YouTube Video illustrating this process

     The author used the same instructional approach for undergraduate engineering students who would find out that additional statements to turn off the motors would be needed after Statement 8 to actually stop the robot, even though the main program had terminated at Statement 9.  This was done to impress upon the students that they were dealing with a distributed computing system when working with ROBOTIS DYNAMIXEL hardware, whereas each motor had their own embedded controller which would keep on executing the last command given to them by the main controller/program before it terminated.

     For a general robotic problem-solving approach to be used with the younger students, the author opted to follow only the Reactive Control approach [1] by using a progression of creating a CONDITION-ACTION table which was then transformed into an SENSOR/ACTUATOR or INPUT/OUTPUT table which was then used by students to generate the actual code fragments to provide the wanted behaviors of the robot as it interacted with its surroundings.  Essentially, students were asked to create a table of CONDITIONS that they would expect the robot to encounter and the corresponding ACTIONS/REACTIONS that the robot would have to perform.  Next, the students created a matching SENSOR/ACTUATOR table whereas a SENSOR or sensors would be specified and used to monitor the CONDITION being considered.  Similarly, ACTUATOR(S) needed to perform the matching ACTION would be identified and their behavior described in enough details so that the next step of actual coding could be performed.  Of course, this approach would result in an IF-ELSE-IF structure inside an ENDLESS LOOP.  The younger students would not be required to optimize any code after this step, however they were required to check if the robot behaved as intended and perform code changes as needed to fix the problems encountered. 

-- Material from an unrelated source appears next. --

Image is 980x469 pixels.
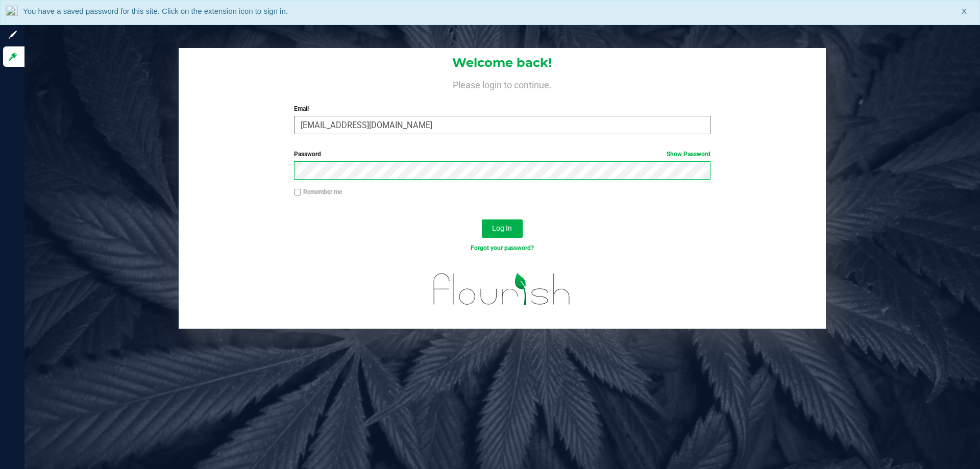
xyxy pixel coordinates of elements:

     The engineering students would also be started on a Reactive Control approach but would be required to optimize their code after the original IF-ELSE-IF structure.  Next a Behavior Control approach [2] would be used for the same situation to show the differences in the actual codes obtained from each approach.

 

References

[1] M. J. Mataric, The Robotics Primer, Cambridge: MIT Press, 2007.

[2] R. C. Arkin, Behavior-based Robotics, Cambridge: MIT Press, 1998.

[3] C. N. Thai and M. Paulishen, “Using Robotis Bioloid systems for Instructional Robotics,” in Southeastcon 2011 Proceedings of IEEE, pp.300-306, 17-20 March 2011. DOI: 10.1109/SECON.2011.5752954.

[4] C. N. Thai and J. M. Mativo, “Development of a Senior Level Robotics Course for Engineering Students,” Computers in Education Journal, vol. 3, no. 1, pp. 6-20, 2012.

[5] C. N. Thai, Y. Kuo and P. Yen, “Cooperative Teaching in A Distance Education Environment,” Computers in Education Journal, vol. 4, no. 4, pp. 2-15, 2013.